Inadequate Feeding Fuels Prison Unrest
The Director-General of the Ghana Prisons Service, Mrs. Patience Baffoe-Bonnie, unequivocally linked inadequate sustenance to the perpetual threat of internal disorder. Speaking to the PAC, she confirmed the presidential approval for the GH¢5 daily allowance but quickly injected a chilling dose of reality, stating: “Though the increments… have been approved, funds are yet to be released.”
Mrs. Baffoe-Bonnie was emphatic that this delay puts human lives at risk, stressing that “poor feeding remains a major cause of unrest in Ghana’s prisons.” She added a poignant, human element to the crisis, noting that in the event of any riots, “the poor prison officer becomes the first point of attack before any intervention.” This powerful statement makes the plight of correctional officers—mostly Ghanaian men and women who are themselves underpaid state employees—a central security concern. The welfare of the inmate is intrinsically tied to the safety of the officer and, ultimately, the stability of the institution.
The Waiting Game — Presidential Approval Versus Budgetary Release
The political commitment to reform was articulated by the Minister for the Interior, Muntaka Mohammed-Mubarak, who stated the new GH¢5 rate would be officially captured in the 2026 Budget. While this is a clear government plan, the gap between the September 2025 announcement and the 2026 fiscal year is a window of vulnerability.

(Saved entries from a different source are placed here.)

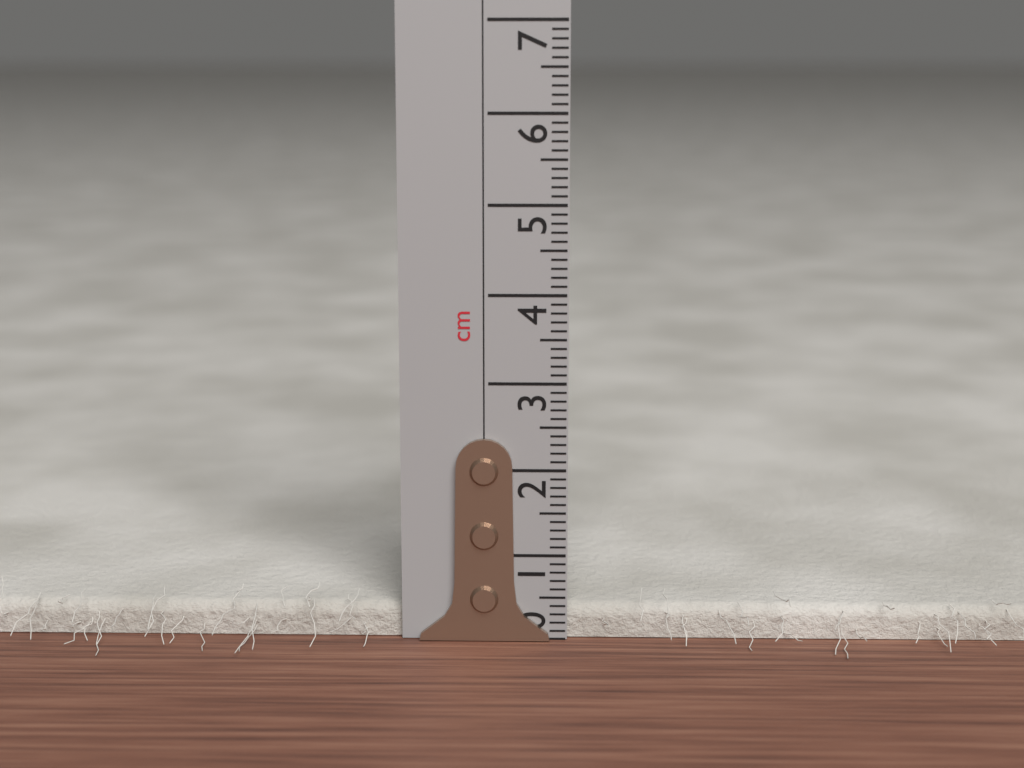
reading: 0.4 cm
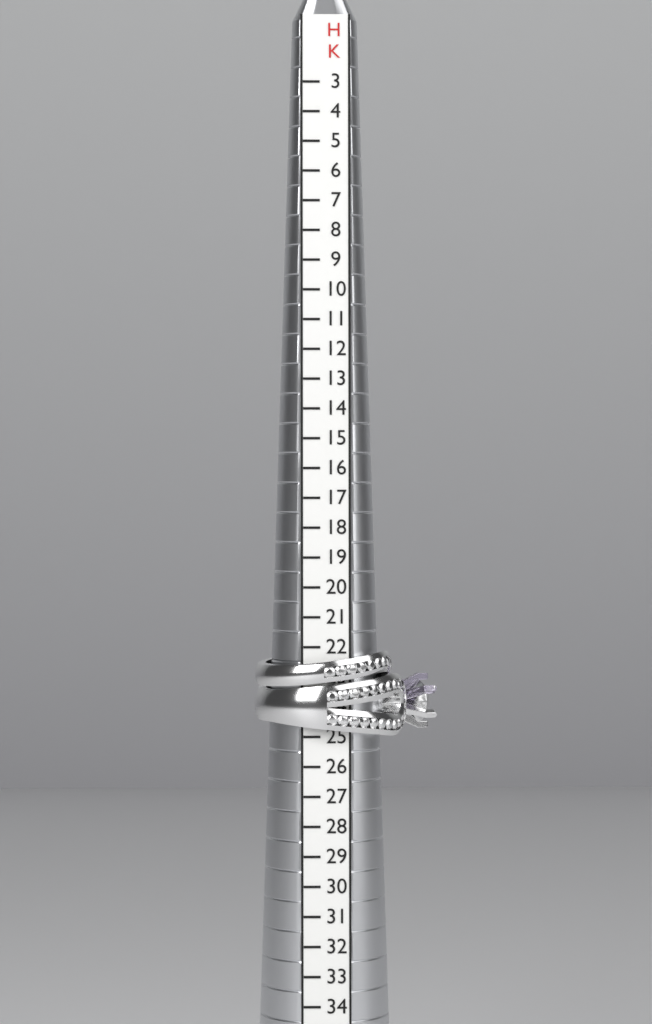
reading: 25 HK
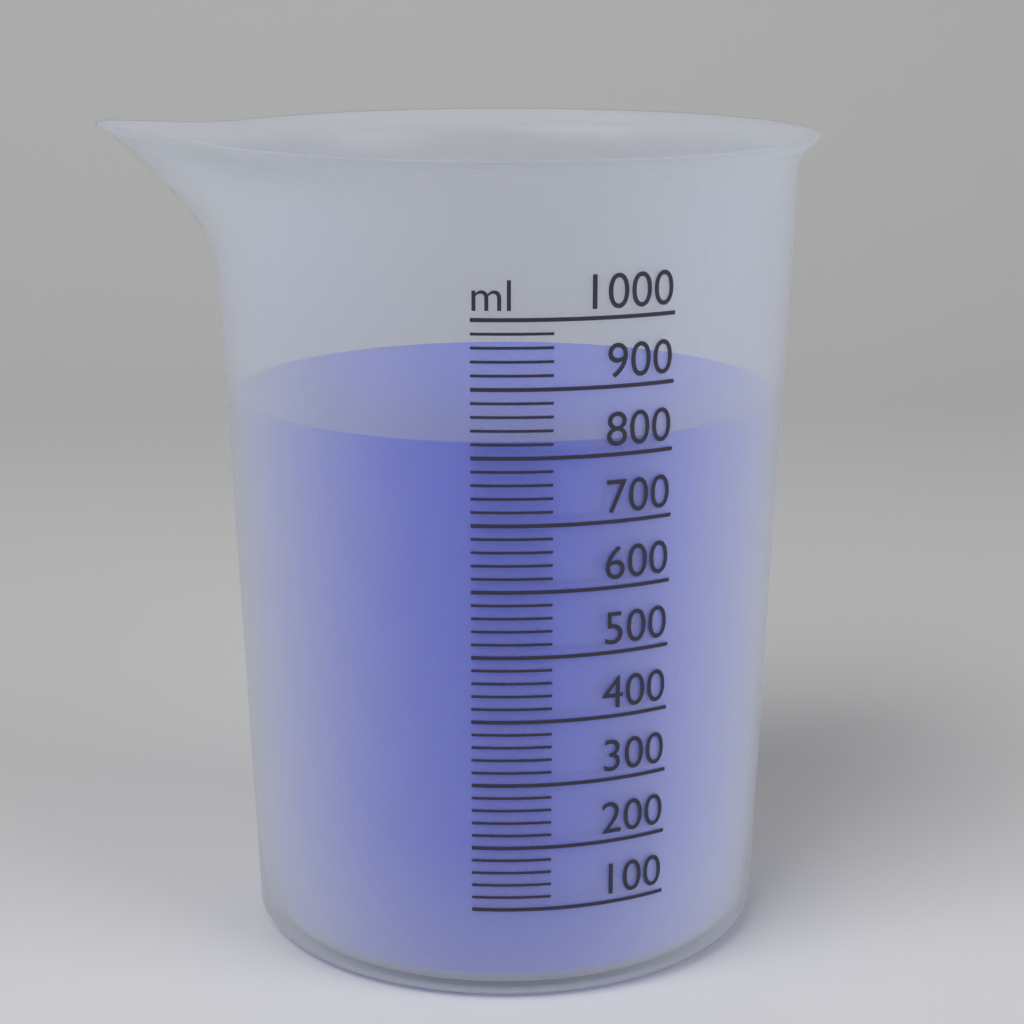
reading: 820 ml
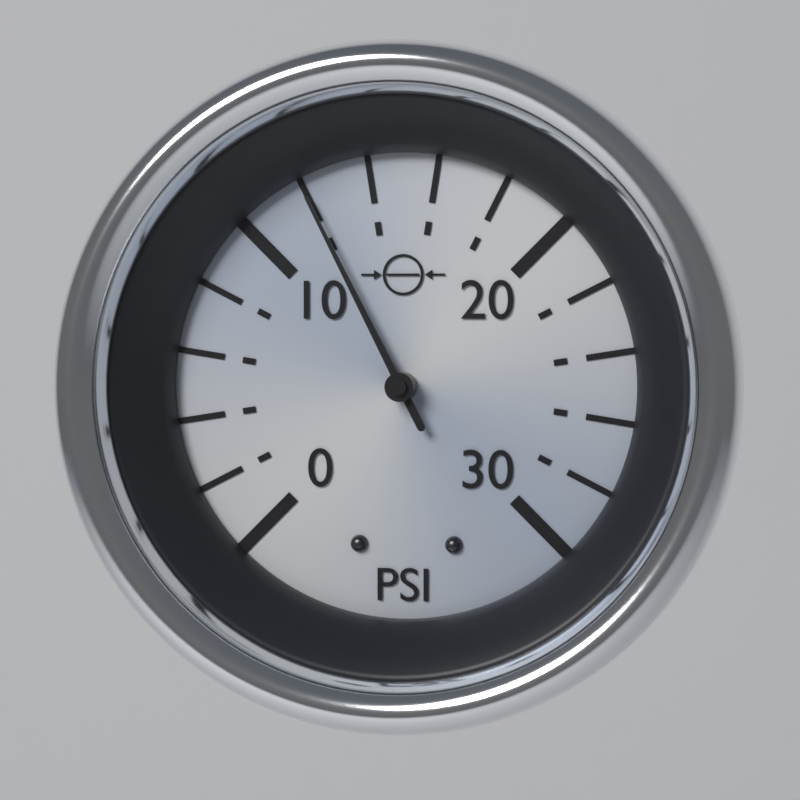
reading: 12 psi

Critically, while President Mahama approved the GH¢5 rate and reportedly instructed the release of GH¢10 million to cover the last quarter of 2025, the GPS has not yet received the funds. This delay is the crux of the problem, frustrating the pragmatic efforts of the correctional administration. The DG revealed that authorities had initially proposed GH¢10 per inmate daily, a figure the GH¢5 falls significantly short of, compelling the Service to continue relying on their own agricultural ingenuity.

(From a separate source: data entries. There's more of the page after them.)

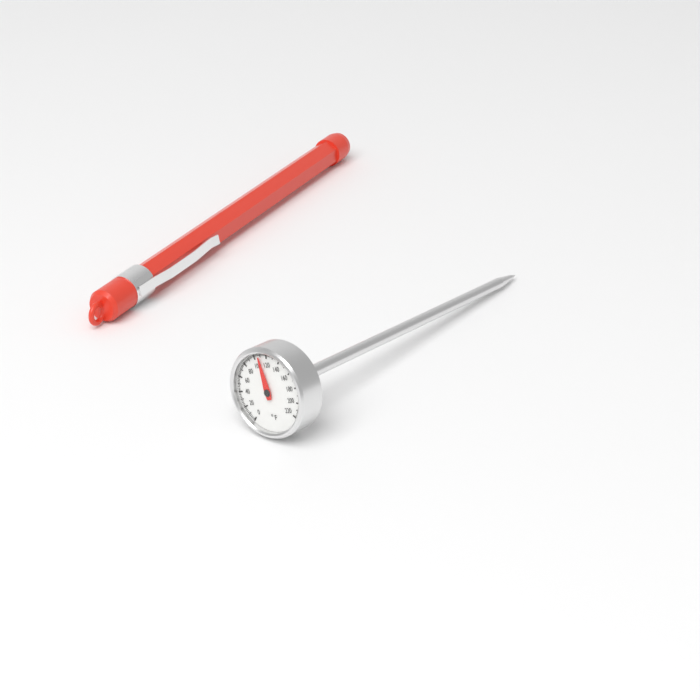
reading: 108 °F
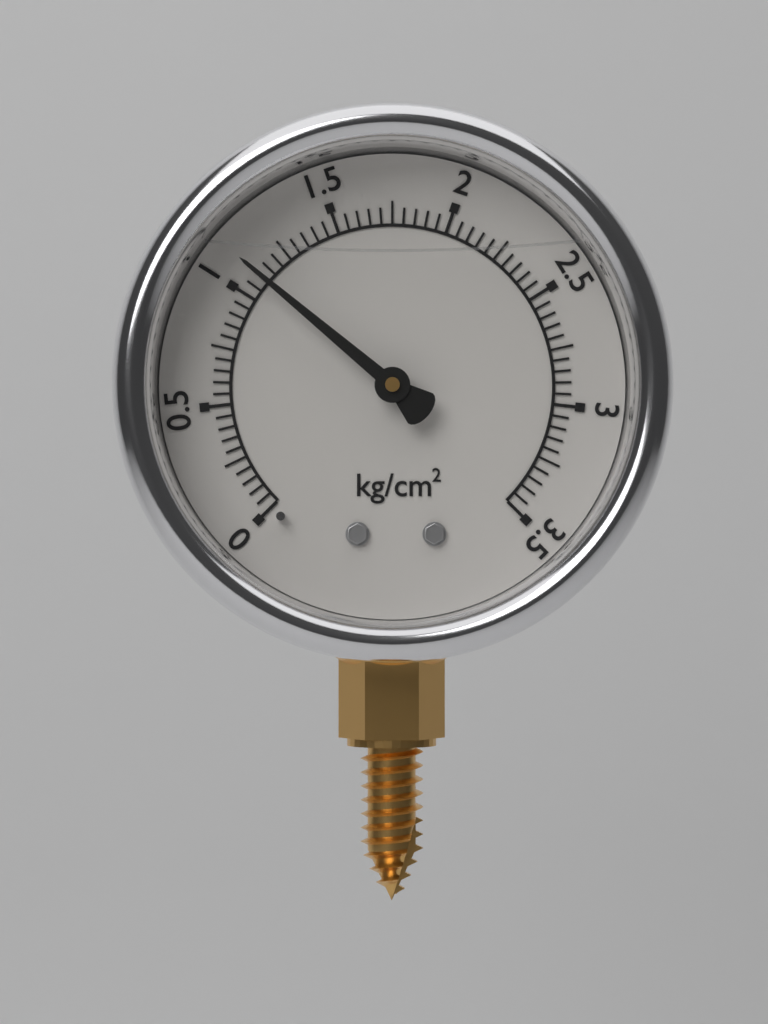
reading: 1.10 kg/cm²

The political opposition and civil society groups remain skeptical of promises without immediate action. This delay feeds into a broader national narrative in Ghana where policy pronouncements often stall due to Treasury constraints or bureaucratic inertia, making the announcement feel like a political rather than a practical commitment.
Beyond the Gates: A Call for Shared National Responsibility
The plight of the prisoner feeding fee resonates deeply with the Ghanaian concept of collective responsibility, or ubuntu. For many Ghanaians, the fact that an incarcerated adult receives just GH¢1.80 per day is a moral blot on the nation’s conscience, prompting a huge reliance on charity.
The moral outrage is often voiced by ordinary citizens on social media and radio phone-ins. As one Ghanaian often laments, “How can a whole adult eat three times a day on so little? It means we, the citizens, are the ones truly feeding them, not the state.”
Mrs. Baffoe-Bonnie’s ultimate appeal served as a call to the entire Ghanaian society to re-examine its approach to justice: “If we want to have serious public safety in this country, we have to prioritise the needs of prisoners. Because they’re part of us, they will be with us, and we don’t know who will be our next guest.” This final, stark warning transforms the feeding fee debate from a mere budgetary line item into an urgent matter of public health, security, and national character. The increase to GH¢5 is a foundation, but for Ghana to avoid further crises, the approved funds must flow immediately, moving the nation from aspirational politics to accountable governance.